I’m working on a little paper summarizing observations I’ve made of leaf-mining chrysomelid beetles, and this has caused me to spend some time scanning through a few years’ worth of photos. One of the species involved is Odontota scapularis, which specializes in groundnut (Fabaceae: Apios americana). On June 15, 2011, I found lots of adults of this species congregating on the groundnut outside my house.
It’s always amusing to see a three-beetle stack, but I was looking for photos of their eggs, to see if I could come up with an approximate number of eggs per cluster. The female coats the eggs in soupy excrement, which had hardened by the time I photographed them five days later:
When I got to this photo, I noticed something I hadn’t seen at the time I took it. Those aren’t beetle larvae developing in those eggs…
…but little parasitoid wasps. I remembered having seen a eulophid wasp hanging around the egg mass, which at the time I assumed was getting ready to parasitize the eggs.
Taking a closer look at the first shot of the egg mass, it seems likely that this wasp had just emerged–note that there’s a missing pupa or two at the right side of the photo. I didn’t get any good photos of the wasp, but they’re clear enough to identify it as a Closterocerus species (Eulophidae). Apparently no one has ever reared a Closterocerus from an Odontota species, but two Closterocerus species have been reared from the eggs of Baliosus nervosus, a related leaf-mining beetle known as the “basswood leafminer” (so far I’ve never found it on basswood, but have found the larvae mining leaves of at least three other, unrelated trees). Presumably these eggs had been laid more than five days before, if the wasps were already starting to emerge.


● **WHAT THE EXERCISE ASKS**: Every single record below is to be reproduced exactly.

● **MATERIAL TO PROCESS**:

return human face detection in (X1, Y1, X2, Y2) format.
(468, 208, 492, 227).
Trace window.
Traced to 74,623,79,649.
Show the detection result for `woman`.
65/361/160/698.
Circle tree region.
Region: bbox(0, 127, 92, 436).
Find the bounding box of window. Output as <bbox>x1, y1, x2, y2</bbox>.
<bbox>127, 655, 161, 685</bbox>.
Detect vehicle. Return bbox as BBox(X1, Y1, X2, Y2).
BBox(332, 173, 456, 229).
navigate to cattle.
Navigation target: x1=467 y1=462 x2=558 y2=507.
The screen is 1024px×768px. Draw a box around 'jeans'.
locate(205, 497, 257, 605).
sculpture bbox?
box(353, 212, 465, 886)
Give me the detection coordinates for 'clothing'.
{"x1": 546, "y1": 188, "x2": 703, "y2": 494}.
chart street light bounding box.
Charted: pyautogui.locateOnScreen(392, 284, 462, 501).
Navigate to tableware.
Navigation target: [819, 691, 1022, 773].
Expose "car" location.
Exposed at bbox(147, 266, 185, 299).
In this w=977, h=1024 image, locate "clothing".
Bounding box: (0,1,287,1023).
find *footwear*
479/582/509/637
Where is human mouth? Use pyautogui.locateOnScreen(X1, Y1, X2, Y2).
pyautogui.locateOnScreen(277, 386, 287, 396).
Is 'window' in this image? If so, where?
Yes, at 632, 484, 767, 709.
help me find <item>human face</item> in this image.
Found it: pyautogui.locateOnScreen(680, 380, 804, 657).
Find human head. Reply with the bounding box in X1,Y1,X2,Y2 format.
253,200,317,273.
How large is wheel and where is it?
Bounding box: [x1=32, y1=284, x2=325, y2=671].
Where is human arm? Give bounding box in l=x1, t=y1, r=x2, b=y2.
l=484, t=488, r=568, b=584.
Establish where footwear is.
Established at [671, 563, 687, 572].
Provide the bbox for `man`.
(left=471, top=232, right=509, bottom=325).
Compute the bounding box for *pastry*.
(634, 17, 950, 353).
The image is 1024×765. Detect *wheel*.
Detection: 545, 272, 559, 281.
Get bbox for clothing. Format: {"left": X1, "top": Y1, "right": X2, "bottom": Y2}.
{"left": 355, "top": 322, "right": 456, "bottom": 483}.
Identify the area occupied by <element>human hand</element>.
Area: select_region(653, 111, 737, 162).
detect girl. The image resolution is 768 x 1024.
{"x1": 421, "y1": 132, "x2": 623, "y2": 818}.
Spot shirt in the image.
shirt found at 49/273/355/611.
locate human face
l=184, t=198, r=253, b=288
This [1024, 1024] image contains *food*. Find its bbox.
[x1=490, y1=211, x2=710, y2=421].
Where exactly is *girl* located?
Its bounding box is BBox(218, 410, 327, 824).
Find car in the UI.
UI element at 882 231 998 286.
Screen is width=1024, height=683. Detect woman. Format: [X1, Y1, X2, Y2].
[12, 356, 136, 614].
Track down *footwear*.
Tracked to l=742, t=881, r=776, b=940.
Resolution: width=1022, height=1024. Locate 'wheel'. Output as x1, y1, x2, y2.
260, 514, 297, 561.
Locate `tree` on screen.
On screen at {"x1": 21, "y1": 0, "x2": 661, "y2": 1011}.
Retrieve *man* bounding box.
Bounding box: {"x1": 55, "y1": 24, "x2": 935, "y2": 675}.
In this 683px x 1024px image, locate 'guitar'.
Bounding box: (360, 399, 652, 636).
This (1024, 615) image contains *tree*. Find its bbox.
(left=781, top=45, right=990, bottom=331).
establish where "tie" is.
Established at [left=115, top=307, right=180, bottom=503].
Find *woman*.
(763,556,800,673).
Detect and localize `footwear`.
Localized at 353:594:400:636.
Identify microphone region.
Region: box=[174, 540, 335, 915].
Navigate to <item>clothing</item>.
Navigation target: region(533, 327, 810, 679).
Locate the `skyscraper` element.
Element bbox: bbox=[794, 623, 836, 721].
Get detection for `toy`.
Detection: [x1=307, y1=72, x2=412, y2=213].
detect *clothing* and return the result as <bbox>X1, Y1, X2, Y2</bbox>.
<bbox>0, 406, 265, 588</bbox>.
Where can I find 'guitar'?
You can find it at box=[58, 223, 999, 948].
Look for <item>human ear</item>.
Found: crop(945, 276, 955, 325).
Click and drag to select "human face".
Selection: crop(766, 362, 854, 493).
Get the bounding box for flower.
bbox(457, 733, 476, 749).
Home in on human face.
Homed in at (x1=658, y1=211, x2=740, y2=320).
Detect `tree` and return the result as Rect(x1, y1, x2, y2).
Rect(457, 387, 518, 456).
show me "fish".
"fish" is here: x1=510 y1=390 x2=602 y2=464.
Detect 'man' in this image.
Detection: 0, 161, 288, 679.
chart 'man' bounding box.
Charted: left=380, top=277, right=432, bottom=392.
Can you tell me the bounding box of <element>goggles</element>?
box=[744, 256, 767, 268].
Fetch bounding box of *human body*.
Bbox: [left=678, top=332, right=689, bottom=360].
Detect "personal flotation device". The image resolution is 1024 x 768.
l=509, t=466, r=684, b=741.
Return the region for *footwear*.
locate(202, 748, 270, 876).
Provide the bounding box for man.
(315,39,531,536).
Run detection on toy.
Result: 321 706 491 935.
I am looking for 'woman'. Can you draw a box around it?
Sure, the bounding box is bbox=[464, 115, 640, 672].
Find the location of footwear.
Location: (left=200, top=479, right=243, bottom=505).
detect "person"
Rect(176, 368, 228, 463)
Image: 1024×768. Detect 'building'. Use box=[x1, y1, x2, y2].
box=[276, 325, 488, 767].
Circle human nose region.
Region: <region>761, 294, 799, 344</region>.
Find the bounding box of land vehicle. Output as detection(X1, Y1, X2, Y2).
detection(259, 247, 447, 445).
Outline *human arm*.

● **OUTPUT**:
return human face detection in (X1, Y1, X2, Y2) format.
(468, 208, 492, 227).
Trace window.
Traced to 74,623,79,649.
Show the detection result for `woman`.
65/361/160/698.
Circle tree region.
Region: bbox(0, 127, 92, 436).
Find the bounding box of window. Output as <bbox>x1, y1, x2, y2</bbox>.
<bbox>127, 655, 161, 685</bbox>.
Detect vehicle. Return bbox as BBox(X1, Y1, X2, Y2).
BBox(332, 173, 456, 229).
navigate to cattle.
Navigation target: x1=467 y1=462 x2=558 y2=507.
The screen is 1024px×768px. Draw a box around 'jeans'.
locate(205, 497, 257, 605).
sculpture bbox?
box(353, 212, 465, 886)
Give me the detection coordinates for 'clothing'.
{"x1": 546, "y1": 188, "x2": 703, "y2": 494}.
chart street light bounding box.
Charted: pyautogui.locateOnScreen(392, 284, 462, 501).
Navigate to tableware.
Navigation target: [819, 691, 1022, 773].
Expose "car" location.
Exposed at bbox(147, 266, 185, 299).
In this w=977, h=1024 image, locate "clothing".
Bounding box: (0,1,287,1023).
find *footwear*
479/582/509/637
Where is human mouth? Use pyautogui.locateOnScreen(X1, Y1, X2, Y2).
pyautogui.locateOnScreen(277, 386, 287, 396).
Is 'window' in this image? If so, where?
Yes, at 632, 484, 767, 709.
help me find <item>human face</item> in this image.
Found it: pyautogui.locateOnScreen(680, 380, 804, 657).
Find human head. Reply with the bounding box in X1,Y1,X2,Y2 format.
253,200,317,273.
How large is wheel and where is it?
Bounding box: [x1=32, y1=284, x2=325, y2=671].
Where is human arm? Give bounding box in l=x1, t=y1, r=x2, b=y2.
l=484, t=488, r=568, b=584.
Establish where footwear is.
Established at [671, 563, 687, 572].
Provide the bbox for `man`.
(left=471, top=232, right=509, bottom=325).
Compute the bounding box for *pastry*.
(634, 17, 950, 353).
The image is 1024×765. Detect *wheel*.
Detection: 545, 272, 559, 281.
Get bbox for clothing. Format: {"left": X1, "top": Y1, "right": X2, "bottom": Y2}.
{"left": 355, "top": 322, "right": 456, "bottom": 483}.
Identify the area occupied by <element>human hand</element>.
Area: select_region(653, 111, 737, 162).
detect girl. The image resolution is 768 x 1024.
{"x1": 421, "y1": 132, "x2": 623, "y2": 818}.
Spot shirt in the image.
shirt found at 49/273/355/611.
locate human face
l=184, t=198, r=253, b=288
This [1024, 1024] image contains *food*. Find its bbox.
[x1=490, y1=211, x2=710, y2=421].
Where exactly is *girl* located?
Its bounding box is BBox(218, 410, 327, 824).
Find car in the UI.
UI element at 882 231 998 286.
Screen is width=1024, height=683. Detect woman. Format: [X1, Y1, X2, Y2].
[12, 356, 136, 614].
Track down *footwear*.
Tracked to l=742, t=881, r=776, b=940.
Resolution: width=1022, height=1024. Locate 'wheel'. Output as x1, y1, x2, y2.
260, 514, 297, 561.
Locate `tree` on screen.
On screen at {"x1": 21, "y1": 0, "x2": 661, "y2": 1011}.
Retrieve *man* bounding box.
Bounding box: {"x1": 55, "y1": 24, "x2": 935, "y2": 675}.
In this 683px x 1024px image, locate 'guitar'.
Bounding box: (360, 399, 652, 636).
This (1024, 615) image contains *tree*. Find its bbox.
(left=781, top=45, right=990, bottom=331).
establish where "tie" is.
Established at [left=115, top=307, right=180, bottom=503].
Find *woman*.
(763,556,800,673).
Detect and localize `footwear`.
Localized at 353:594:400:636.
Identify microphone region.
Region: box=[174, 540, 335, 915].
Navigate to <item>clothing</item>.
Navigation target: region(533, 327, 810, 679).
Locate the `skyscraper` element.
Element bbox: bbox=[794, 623, 836, 721].
Get detection for `toy`.
Detection: [x1=307, y1=72, x2=412, y2=213].
detect *clothing* and return the result as <bbox>X1, Y1, X2, Y2</bbox>.
<bbox>0, 406, 265, 588</bbox>.
Where can I find 'guitar'?
You can find it at box=[58, 223, 999, 948].
Look for <item>human ear</item>.
Found: crop(945, 276, 955, 325).
Click and drag to select "human face".
Selection: crop(766, 362, 854, 493).
Get the bounding box for flower.
bbox(457, 733, 476, 749).
Home in on human face.
Homed in at (x1=658, y1=211, x2=740, y2=320).
Detect `tree` and return the result as Rect(x1, y1, x2, y2).
Rect(457, 387, 518, 456).
show me "fish".
"fish" is here: x1=510 y1=390 x2=602 y2=464.
Detect 'man' in this image.
Detection: 0, 161, 288, 679.
chart 'man' bounding box.
Charted: left=380, top=277, right=432, bottom=392.
Can you tell me the bounding box of <element>goggles</element>?
box=[744, 256, 767, 268].
Fetch bounding box of *human body*.
Bbox: [left=678, top=332, right=689, bottom=360].
Detect "personal flotation device". The image resolution is 1024 x 768.
l=509, t=466, r=684, b=741.
Return the region for *footwear*.
locate(202, 748, 270, 876).
Provide the bounding box for man.
(315,39,531,536).
Run detection on toy.
Result: 321 706 491 935.
I am looking for 'woman'. Can you draw a box around it?
Sure, the bounding box is bbox=[464, 115, 640, 672].
Find the location of footwear.
Location: (left=200, top=479, right=243, bottom=505).
detect "person"
Rect(176, 368, 228, 463)
Image: 1024×768. Detect 'building'. Use box=[x1, y1, x2, y2].
box=[276, 325, 488, 767].
Circle human nose region.
Region: <region>761, 294, 799, 344</region>.
Find the bounding box of land vehicle. Output as detection(X1, Y1, X2, Y2).
detection(259, 247, 447, 445).
Outline *human arm*.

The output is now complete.